Student: Julie Bothell, Graduate Student in Mechanical Engineering, Iowa State University
Faculty Advisor: Dr. Theodore Heindel
X-ray Imaging of the Spray from a Coaxial Air Blast Atomizer
The use of sprays in fuel injection systems, as well as in industrial painting and coating systems, have been a subject of thorough investigation for many years. Although these studies characterize sprays in many ways, the region that is very close to the nozzle (the near-field region) still contains many unknown parameters. This region has relatively thick liquid sheets and large droplets that are impenetrable to visible light and highly affected by any technique that attempts to probe the flow. However, techniques such as high-speed X-ray radiographic imaging make it possible to quantitatively conceptualize this complex flow region.
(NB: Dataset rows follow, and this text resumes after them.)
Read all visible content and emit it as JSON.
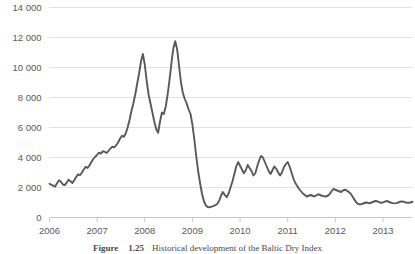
{
  "caption": {
    "label": "Figure",
    "number": "1.25",
    "text": "Historical development of the Baltic Dry Index"
  },
  "chart_data": {
    "type": "line",
    "title": "",
    "xlabel": "",
    "ylabel": "",
    "grid": true,
    "legend": "none",
    "xlim": [
      2006.0,
      2013.62
    ],
    "ylim": [
      0,
      14000
    ],
    "ytick_labels": [
      "0",
      "2 000",
      "4 000",
      "6 000",
      "8 000",
      "10 000",
      "12 000",
      "14 000"
    ],
    "ytick_values": [
      0,
      2000,
      4000,
      6000,
      8000,
      10000,
      12000,
      14000
    ],
    "xtick_labels": [
      "2006",
      "2007",
      "2008",
      "2009",
      "2010",
      "2011",
      "2012",
      "2013"
    ],
    "xtick_values": [
      2006,
      2007,
      2008,
      2009,
      2010,
      2011,
      2012,
      2013
    ],
    "series": [
      {
        "name": "Baltic Dry Index",
        "color": "#595959",
        "x": [
          2006.0,
          2006.04,
          2006.08,
          2006.12,
          2006.16,
          2006.2,
          2006.24,
          2006.28,
          2006.32,
          2006.36,
          2006.4,
          2006.44,
          2006.48,
          2006.52,
          2006.56,
          2006.6,
          2006.64,
          2006.68,
          2006.72,
          2006.76,
          2006.8,
          2006.84,
          2006.88,
          2006.92,
          2006.96,
          2007.0,
          2007.04,
          2007.08,
          2007.12,
          2007.16,
          2007.2,
          2007.24,
          2007.28,
          2007.32,
          2007.36,
          2007.4,
          2007.44,
          2007.48,
          2007.52,
          2007.56,
          2007.6,
          2007.64,
          2007.68,
          2007.72,
          2007.76,
          2007.8,
          2007.84,
          2007.88,
          2007.92,
          2007.96,
          2008.0,
          2008.04,
          2008.08,
          2008.12,
          2008.16,
          2008.2,
          2008.24,
          2008.28,
          2008.32,
          2008.36,
          2008.4,
          2008.44,
          2008.48,
          2008.52,
          2008.56,
          2008.6,
          2008.64,
          2008.68,
          2008.72,
          2008.76,
          2008.8,
          2008.84,
          2008.88,
          2008.92,
          2008.96,
          2009.0,
          2009.04,
          2009.08,
          2009.12,
          2009.16,
          2009.2,
          2009.24,
          2009.28,
          2009.32,
          2009.36,
          2009.4,
          2009.44,
          2009.48,
          2009.52,
          2009.56,
          2009.6,
          2009.64,
          2009.68,
          2009.72,
          2009.76,
          2009.8,
          2009.84,
          2009.88,
          2009.92,
          2009.96,
          2010.0,
          2010.04,
          2010.08,
          2010.12,
          2010.16,
          2010.2,
          2010.24,
          2010.28,
          2010.32,
          2010.36,
          2010.4,
          2010.44,
          2010.48,
          2010.52,
          2010.56,
          2010.6,
          2010.64,
          2010.68,
          2010.72,
          2010.76,
          2010.8,
          2010.84,
          2010.88,
          2010.92,
          2010.96,
          2011.0,
          2011.04,
          2011.08,
          2011.12,
          2011.16,
          2011.2,
          2011.24,
          2011.28,
          2011.32,
          2011.36,
          2011.4,
          2011.44,
          2011.48,
          2011.52,
          2011.56,
          2011.6,
          2011.64,
          2011.68,
          2011.72,
          2011.76,
          2011.8,
          2011.84,
          2011.88,
          2011.92,
          2011.96,
          2012.0,
          2012.04,
          2012.08,
          2012.12,
          2012.16,
          2012.2,
          2012.24,
          2012.28,
          2012.32,
          2012.36,
          2012.4,
          2012.44,
          2012.48,
          2012.52,
          2012.56,
          2012.6,
          2012.64,
          2012.68,
          2012.72,
          2012.76,
          2012.8,
          2012.84,
          2012.88,
          2012.92,
          2012.96,
          2013.0,
          2013.04,
          2013.08,
          2013.12,
          2013.16,
          2013.2,
          2013.24,
          2013.28,
          2013.32,
          2013.36,
          2013.4,
          2013.44,
          2013.48,
          2013.52,
          2013.58,
          2013.62
        ],
        "values": [
          2250,
          2180,
          2120,
          2060,
          2300,
          2480,
          2380,
          2200,
          2160,
          2320,
          2520,
          2420,
          2300,
          2480,
          2700,
          2880,
          2820,
          3000,
          3200,
          3380,
          3300,
          3480,
          3700,
          3900,
          4050,
          4180,
          4320,
          4260,
          4420,
          4380,
          4300,
          4450,
          4600,
          4720,
          4680,
          4820,
          5000,
          5250,
          5450,
          5380,
          5600,
          6000,
          6500,
          7100,
          7600,
          8200,
          8900,
          9600,
          10400,
          10900,
          10200,
          9100,
          8200,
          7600,
          7000,
          6400,
          5900,
          5650,
          6400,
          7000,
          6900,
          7400,
          8200,
          9200,
          10300,
          11300,
          11750,
          11200,
          10100,
          9000,
          8300,
          7900,
          7600,
          7200,
          6900,
          6200,
          5200,
          4100,
          3100,
          2300,
          1600,
          1100,
          820,
          700,
          680,
          720,
          760,
          820,
          900,
          1100,
          1450,
          1700,
          1500,
          1350,
          1600,
          2000,
          2400,
          2900,
          3400,
          3700,
          3450,
          3200,
          2950,
          3150,
          3500,
          3300,
          3100,
          2800,
          2950,
          3400,
          3800,
          4100,
          4000,
          3700,
          3400,
          3100,
          2900,
          3150,
          3400,
          3250,
          3000,
          2800,
          3000,
          3350,
          3550,
          3700,
          3400,
          3000,
          2600,
          2300,
          2100,
          1900,
          1750,
          1600,
          1500,
          1400,
          1450,
          1500,
          1450,
          1400,
          1480,
          1550,
          1500,
          1450,
          1420,
          1400,
          1450,
          1550,
          1750,
          1900,
          1850,
          1800,
          1750,
          1700,
          1800,
          1850,
          1800,
          1700,
          1600,
          1400,
          1200,
          1000,
          900,
          870,
          900,
          950,
          1000,
          980,
          950,
          1000,
          1050,
          1100,
          1080,
          1020,
          980,
          1000,
          1060,
          1100,
          1050,
          1000,
          960,
          940,
          960,
          1000,
          1050,
          1080,
          1040,
          1000,
          980,
          1000,
          1050
        ]
      }
    ]
  }
}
I, along with a team of researchers, are using the Advanced Photon Source at Argonne National Lab in Chicago to take temporally and spatially resolved X-ray imaging data of a coaxial air blast atomizer (chosen as a canonical flow system). These data are being used in a multi-university collaboration to fully characterize the flow and work to develop the first actively controlled spray. If used in jet engines, it has the potential to make air transportation significantly more efficient and environmentally friendly. It could also improve sprays in our everyday lives by providing a method to actively control industrial painting and coating systems.
Dr. Theodore (Ted) Heindel is a significant contributor to the field of multiphase X-ray radiography and is my advisor for my Ph.D. research at Iowa State University.